Unfortunately, there is more than one rock in Oregon:
Recently Bob Packwood again slithered out from under one, to be warmly welcomed by a gathering of the Republicans of the Oregon Coast, a group more committed to a forgive and forget policy than recognition of sexual harassment.
While not currently running for office, Packwood let it be known that this reprieve was not engraved in stone, and received a standing ovation after a speech that featured excerpts from his diaries which apparently do include a few items other than the sordid details of his real or fantasized sexual encounters.
His Republican admirers passed out old Packwood campaign buttons, one assumes under the delusion that they might be recycled for some sane cause.

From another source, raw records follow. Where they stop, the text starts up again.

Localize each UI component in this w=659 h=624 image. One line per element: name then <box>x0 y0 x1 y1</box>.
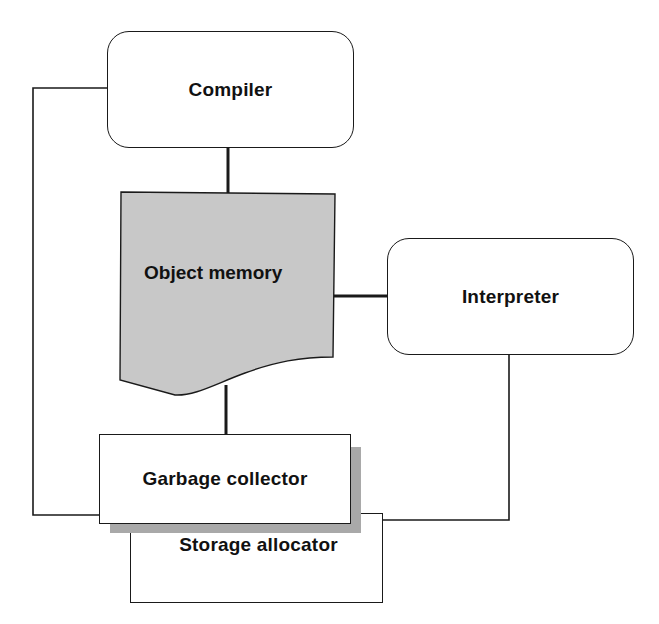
interpreter-node[interactable]: Interpreter <box>387 238 634 355</box>
object-memory-label: Object memory <box>144 262 282 284</box>
compiler-node[interactable]: Compiler <box>107 31 354 148</box>
garbage-collector-label: Garbage collector <box>143 468 308 490</box>
garbage-collector-node[interactable]: Garbage collector <box>99 434 351 524</box>
object-memory-shape <box>120 192 335 395</box>
storage-allocator-label: Storage allocator <box>179 534 338 556</box>
edge-compiler-garbage-collector <box>33 88 108 515</box>
compiler-label: Compiler <box>189 79 273 101</box>
edge-interpreter-storage-allocator <box>383 354 509 520</box>
interpreter-label: Interpreter <box>462 286 559 308</box>
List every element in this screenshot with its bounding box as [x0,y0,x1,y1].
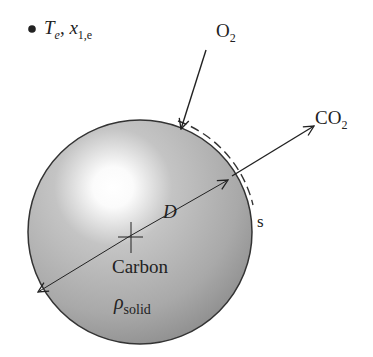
o2-arrow-icon [181,50,206,129]
surface-label: s [257,212,264,231]
co2-arrow-icon [232,126,314,176]
co2-label: CO2 [315,107,347,132]
bullet-icon [28,25,36,33]
legend-text: Te, x1,e [44,17,92,42]
diameter-label: D [162,201,177,222]
o2-label: O2 [216,20,236,45]
carbon-particle-diagram: Te, x1,e O2 CO2 s D Carbon ρsolid [0,0,373,357]
material-label: Carbon [112,256,168,277]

It may be difficult to believe that Bawdy Bob would give up a lucrative lobbying job for the low-paying uncertainties of political life, but never underestimate the lure of power to someone who figured it gave him the right to exercise it over any woman who came within groping distance, and who operated under the illusion that his high school exercises in seduction were worthy of recording for posterity.

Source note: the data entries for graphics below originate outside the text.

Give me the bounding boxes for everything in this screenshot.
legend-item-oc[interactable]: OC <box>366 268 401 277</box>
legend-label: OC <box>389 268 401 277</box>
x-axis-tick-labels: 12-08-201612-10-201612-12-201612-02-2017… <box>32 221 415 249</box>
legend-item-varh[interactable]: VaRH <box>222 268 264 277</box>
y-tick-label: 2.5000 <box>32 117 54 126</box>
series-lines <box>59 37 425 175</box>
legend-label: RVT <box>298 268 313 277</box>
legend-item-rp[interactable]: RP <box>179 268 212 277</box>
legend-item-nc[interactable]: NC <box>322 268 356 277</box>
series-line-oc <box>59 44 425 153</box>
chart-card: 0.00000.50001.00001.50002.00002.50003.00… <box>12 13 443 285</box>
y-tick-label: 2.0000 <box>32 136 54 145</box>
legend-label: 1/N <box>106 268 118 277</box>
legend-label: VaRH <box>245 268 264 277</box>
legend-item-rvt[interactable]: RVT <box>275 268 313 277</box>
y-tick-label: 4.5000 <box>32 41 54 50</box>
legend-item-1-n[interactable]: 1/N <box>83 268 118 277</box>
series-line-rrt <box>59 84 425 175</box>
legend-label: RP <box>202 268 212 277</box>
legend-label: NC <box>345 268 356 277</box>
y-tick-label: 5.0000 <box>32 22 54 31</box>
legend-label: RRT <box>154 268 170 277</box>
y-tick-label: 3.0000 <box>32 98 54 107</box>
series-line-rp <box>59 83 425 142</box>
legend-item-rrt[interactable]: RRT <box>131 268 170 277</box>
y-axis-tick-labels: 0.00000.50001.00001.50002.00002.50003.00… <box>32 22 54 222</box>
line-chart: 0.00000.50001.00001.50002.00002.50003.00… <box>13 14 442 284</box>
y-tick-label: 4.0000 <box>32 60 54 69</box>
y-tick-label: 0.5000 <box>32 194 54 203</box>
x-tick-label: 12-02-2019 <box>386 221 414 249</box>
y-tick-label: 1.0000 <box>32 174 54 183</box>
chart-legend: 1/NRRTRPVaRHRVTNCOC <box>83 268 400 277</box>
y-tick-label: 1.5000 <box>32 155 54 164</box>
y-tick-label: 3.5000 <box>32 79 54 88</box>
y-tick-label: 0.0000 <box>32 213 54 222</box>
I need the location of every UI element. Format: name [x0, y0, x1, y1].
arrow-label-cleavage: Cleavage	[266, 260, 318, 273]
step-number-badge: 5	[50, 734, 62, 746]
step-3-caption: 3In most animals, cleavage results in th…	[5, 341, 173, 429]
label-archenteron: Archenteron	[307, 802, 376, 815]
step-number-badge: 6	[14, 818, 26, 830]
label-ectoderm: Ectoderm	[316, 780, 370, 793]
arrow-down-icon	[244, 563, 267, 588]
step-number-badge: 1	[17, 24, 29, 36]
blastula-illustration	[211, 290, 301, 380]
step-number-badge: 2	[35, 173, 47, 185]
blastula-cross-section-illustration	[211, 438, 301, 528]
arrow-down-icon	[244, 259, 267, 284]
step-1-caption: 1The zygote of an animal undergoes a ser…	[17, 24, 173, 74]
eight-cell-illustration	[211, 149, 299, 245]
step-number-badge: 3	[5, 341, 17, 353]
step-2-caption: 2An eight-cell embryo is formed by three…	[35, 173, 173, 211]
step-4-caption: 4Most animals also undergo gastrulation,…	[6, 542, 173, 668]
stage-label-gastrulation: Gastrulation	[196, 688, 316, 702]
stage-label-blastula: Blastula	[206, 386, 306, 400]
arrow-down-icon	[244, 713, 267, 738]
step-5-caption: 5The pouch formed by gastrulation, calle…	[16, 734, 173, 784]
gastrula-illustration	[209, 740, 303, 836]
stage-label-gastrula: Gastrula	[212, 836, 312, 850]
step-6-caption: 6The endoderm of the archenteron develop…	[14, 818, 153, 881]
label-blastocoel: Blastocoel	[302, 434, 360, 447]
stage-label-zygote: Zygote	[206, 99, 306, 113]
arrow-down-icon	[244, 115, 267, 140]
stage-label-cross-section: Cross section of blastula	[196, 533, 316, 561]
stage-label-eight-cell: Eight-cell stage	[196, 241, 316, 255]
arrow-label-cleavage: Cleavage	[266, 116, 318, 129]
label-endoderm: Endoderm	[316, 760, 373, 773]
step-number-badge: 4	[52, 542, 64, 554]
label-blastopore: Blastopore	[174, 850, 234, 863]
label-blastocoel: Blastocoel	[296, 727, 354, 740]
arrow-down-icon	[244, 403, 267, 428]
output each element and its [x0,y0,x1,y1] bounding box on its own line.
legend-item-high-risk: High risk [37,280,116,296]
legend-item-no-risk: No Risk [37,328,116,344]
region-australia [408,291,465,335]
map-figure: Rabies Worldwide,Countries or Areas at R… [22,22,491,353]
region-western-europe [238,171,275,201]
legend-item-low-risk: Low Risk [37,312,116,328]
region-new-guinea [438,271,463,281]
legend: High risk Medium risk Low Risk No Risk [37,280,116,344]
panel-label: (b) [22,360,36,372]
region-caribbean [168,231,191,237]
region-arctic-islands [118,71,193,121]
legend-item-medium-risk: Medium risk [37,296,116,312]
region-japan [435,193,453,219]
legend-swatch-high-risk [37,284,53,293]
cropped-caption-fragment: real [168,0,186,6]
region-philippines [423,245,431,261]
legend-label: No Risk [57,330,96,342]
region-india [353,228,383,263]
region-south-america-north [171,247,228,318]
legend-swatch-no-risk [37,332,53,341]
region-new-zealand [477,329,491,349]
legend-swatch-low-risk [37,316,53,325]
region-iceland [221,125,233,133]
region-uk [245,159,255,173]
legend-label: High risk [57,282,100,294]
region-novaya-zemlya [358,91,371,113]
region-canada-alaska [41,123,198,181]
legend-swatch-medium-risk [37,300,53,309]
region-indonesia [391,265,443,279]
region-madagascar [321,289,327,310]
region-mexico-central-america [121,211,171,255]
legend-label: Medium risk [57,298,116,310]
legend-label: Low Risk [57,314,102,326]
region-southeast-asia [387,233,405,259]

It is even more difficult to believe that if old Bob makes good on his threat to return to Oregon and eventually decides to run for anything more high-profile than sewer inspection, voters in any significant numbers would rush to the polls to give him another shot at embarrassing an entire state.

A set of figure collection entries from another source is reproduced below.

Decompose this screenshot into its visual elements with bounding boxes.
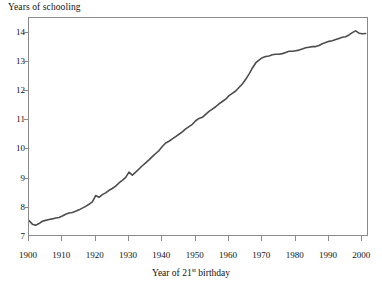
x-tick-mark [228, 236, 229, 241]
x-tick-mark [95, 236, 96, 241]
y-axis-title: Years of schooling [8, 2, 81, 12]
x-tick-mark [261, 236, 262, 241]
y-tick-label: 12 [5, 85, 25, 95]
y-tick-mark [24, 32, 29, 33]
x-tick-mark [28, 236, 29, 241]
y-tick-mark [24, 178, 29, 179]
x-axis-title: Year of 21st birthday [0, 268, 382, 278]
x-tick-mark [328, 236, 329, 241]
y-tick-mark [24, 148, 29, 149]
y-tick-label: 9 [5, 173, 25, 183]
y-tick-label: 14 [5, 27, 25, 37]
y-tick-mark [24, 119, 29, 120]
x-tick-mark [361, 236, 362, 241]
x-tick-mark [295, 236, 296, 241]
chart-figure: Years of schooling 7891011121314 1900191… [0, 0, 382, 286]
x-tick-label: 2000 [341, 250, 381, 260]
schooling-line [29, 31, 366, 225]
line-series [29, 18, 369, 237]
x-tick-mark [61, 236, 62, 241]
y-tick-label: 11 [5, 114, 25, 124]
y-tick-label: 8 [5, 202, 25, 212]
y-tick-mark [24, 207, 29, 208]
y-tick-label: 13 [5, 56, 25, 66]
x-axis-title-tail: birthday [196, 268, 230, 278]
plot-area [28, 17, 368, 236]
x-axis-title-base: Year of 21 [152, 268, 192, 278]
y-tick-label: 7 [5, 231, 25, 241]
y-tick-mark [24, 61, 29, 62]
y-tick-mark [24, 90, 29, 91]
y-tick-label: 10 [5, 143, 25, 153]
x-tick-mark [128, 236, 129, 241]
x-tick-mark [195, 236, 196, 241]
x-tick-mark [161, 236, 162, 241]
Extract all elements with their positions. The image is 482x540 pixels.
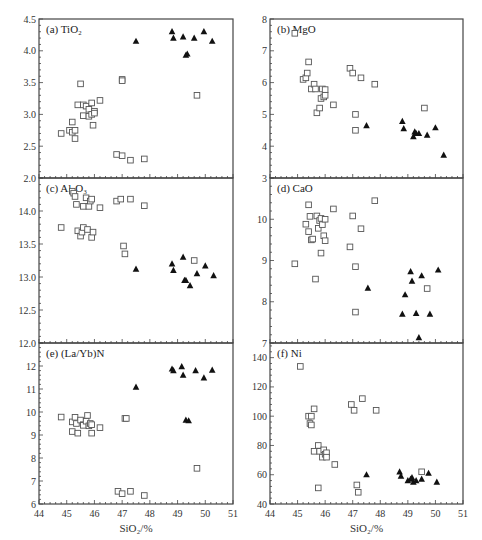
data-point-square <box>58 225 64 231</box>
x-axis-title: SiO₂/% <box>119 522 152 534</box>
data-point-square <box>89 196 95 202</box>
data-point-square <box>358 75 364 81</box>
y-tick-label: 140 <box>252 352 267 363</box>
data-point-square <box>350 70 356 76</box>
data-point-square <box>75 102 81 108</box>
data-point-triangle <box>363 122 370 128</box>
x-tick-label: 46 <box>89 508 99 519</box>
panel-title: (c) Al₂O₃ <box>46 182 87 195</box>
data-point-square <box>119 78 125 84</box>
data-point-triangle <box>178 363 185 369</box>
data-point-square <box>315 443 321 449</box>
data-point-square <box>310 236 316 242</box>
data-point-square <box>324 454 330 460</box>
data-point-triangle <box>180 33 187 39</box>
y-tick-label: 12 <box>26 361 36 372</box>
data-point-square <box>142 493 148 499</box>
data-point-square <box>318 250 324 256</box>
data-point-square <box>353 264 359 270</box>
data-point-triangle <box>363 471 370 477</box>
data-point-square <box>320 222 326 228</box>
data-point-square <box>114 152 120 158</box>
data-point-square <box>353 112 359 118</box>
data-point-triangle <box>180 372 187 378</box>
plot-frame <box>39 178 233 343</box>
panel-d: 78910(d) CaO <box>257 178 463 349</box>
data-point-triangle <box>133 38 140 44</box>
y-tick-label: 14.0 <box>19 206 37 217</box>
data-point-square <box>322 238 328 244</box>
data-point-square <box>419 469 425 475</box>
y-tick-label: 3.5 <box>24 77 37 88</box>
data-point-square <box>194 466 200 472</box>
data-point-triangle <box>365 285 372 291</box>
panel-title: (e) (La/Yb)N <box>46 347 104 360</box>
y-tick-label: 3.0 <box>24 109 37 120</box>
data-point-square <box>85 413 91 419</box>
y-tick-label: 7 <box>262 45 267 56</box>
x-tick-label: 45 <box>62 508 72 519</box>
y-tick-label: 60 <box>257 469 267 480</box>
y-tick-label: 10 <box>257 214 267 225</box>
data-point-triangle <box>187 282 194 288</box>
data-point-square <box>322 216 328 222</box>
data-point-triangle <box>418 272 425 278</box>
y-tick-label: 13.5 <box>19 239 37 250</box>
data-point-square <box>309 413 315 419</box>
data-point-square <box>118 196 124 202</box>
data-point-square <box>292 261 298 267</box>
data-point-triangle <box>133 265 140 271</box>
plot-frame <box>39 343 233 504</box>
data-point-square <box>353 309 359 315</box>
y-tick-label: 12.0 <box>19 338 37 349</box>
data-point-triangle <box>191 34 198 40</box>
data-point-square <box>69 119 75 125</box>
data-point-square <box>89 422 95 428</box>
data-point-triangle <box>202 262 209 268</box>
x-tick-label: 48 <box>375 508 385 519</box>
data-point-square <box>355 489 361 495</box>
data-point-square <box>358 226 364 232</box>
data-point-triangle <box>400 125 407 131</box>
data-point-square <box>306 202 312 208</box>
y-tick-label: 8 <box>31 453 36 464</box>
data-point-triangle <box>396 468 403 474</box>
data-point-triangle <box>194 270 201 276</box>
panel-title: (f) Ni <box>277 347 302 360</box>
data-point-square <box>75 430 81 436</box>
data-point-triangle <box>180 254 187 260</box>
data-point-square <box>128 489 134 495</box>
data-point-square <box>331 206 337 212</box>
y-tick-label: 2.5 <box>24 141 37 152</box>
y-tick-label: 4.0 <box>24 45 37 56</box>
data-point-square <box>86 204 92 210</box>
data-point-square <box>351 408 357 414</box>
data-point-square <box>303 221 309 227</box>
data-point-square <box>306 229 312 235</box>
x-tick-label: 50 <box>200 508 210 519</box>
figure-canvas: 2.02.53.03.54.04.5(a) TiO₂345678(b) MgO1… <box>0 0 482 540</box>
data-point-square <box>360 396 366 402</box>
data-point-triangle <box>399 118 406 124</box>
data-point-square <box>97 98 103 104</box>
data-point-square <box>311 449 317 455</box>
data-point-square <box>313 276 319 282</box>
data-point-square <box>119 491 125 497</box>
data-point-square <box>347 244 353 250</box>
data-point-triangle <box>170 267 177 273</box>
data-point-triangle <box>201 374 208 380</box>
panel-a: 2.02.53.03.54.04.5(a) TiO₂ <box>24 14 234 184</box>
data-point-square <box>322 93 328 99</box>
data-point-square <box>128 157 134 163</box>
data-point-square <box>128 196 134 202</box>
data-point-triangle <box>209 367 216 373</box>
data-point-square <box>119 153 125 159</box>
data-point-square <box>89 100 95 106</box>
x-axis-title: SiO₂/% <box>350 522 383 534</box>
x-tick-label: 50 <box>430 508 440 519</box>
data-point-square <box>142 156 148 162</box>
y-tick-label: 11 <box>26 384 36 395</box>
x-tick-label: 44 <box>34 508 44 519</box>
data-point-square <box>424 286 430 292</box>
data-point-triangle <box>209 38 216 44</box>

But should he try, his former constituents have reserved a nice heavy rock for this example of an unfortunately preserved dinosaur.
But before Oregon runs out of rocks:
The Oregon Citizen's Alliance deserves an extremely large pile of them ... preferably located on some offshore island in the Persian Gulf.
Lon Mabon, this group's founder and self-appointed authority on the moral values of Oregon society, recently held forth on a local talk show to explain the latest OCA campaign to get two of its grievances of choice on our ballots.
After the failure of their 1996 attempt to ban abortions after the 12th week, this time out the OCA has constructed a compromise measure that would ban 2nd and 3rd trimester abortions, adding the reluctant qualification "except to save the life of the mother". The theory behind this ploy is, Lon admits, that trying to ban all abortions is not currently 'politically possible' in Oregon, although that is his ultimate goal.
Another OCA goal is redefinition of language. This measure specifies that "the more traditional and respectful term, mother, is to be used over the more sterile and disrespectful term, 'pregnant woman' when referencing a woman who is with child."
This clever twist of semantics is no doubt meant to invest motherhood [and pre-natal guilt] on a woman at the moment of conception, although Webster defines a 'mother' as 'a woman who has borne a child'.
That deviousness aside, passage of this legislation would arbitrarily make the term 'pregnant woman' disrespectful, thereby deleting accurate description from our vocabularies. As far as the term being 'sterile', however, one can only marvel at how mixed a metaphor can get.
Continuing in semantic attack mode, the other piece of loony OCA legislature requires a constitutional amendment to define the word 'family', limiting it to a male, a female and their progeny. In the gospel according to Lon, legal sanction of the male/female relationship is not required for 'family' qualification, as long as they have a child.
Persons of the same gender, thereby unable to procreate ... the only basis of 'responsible' social behavior ... have no right to 'family' status and are simply persons of 'lower nature' who have 'chosen to give in to 'wrong impulses'.
Scientists might want to investigate this resurgence of OCA determination to redefine everything in their own image. Somewhere in their arrogance, there is a remarkable resemblance to tree stumps ... dead, useless, and completely inexplicable.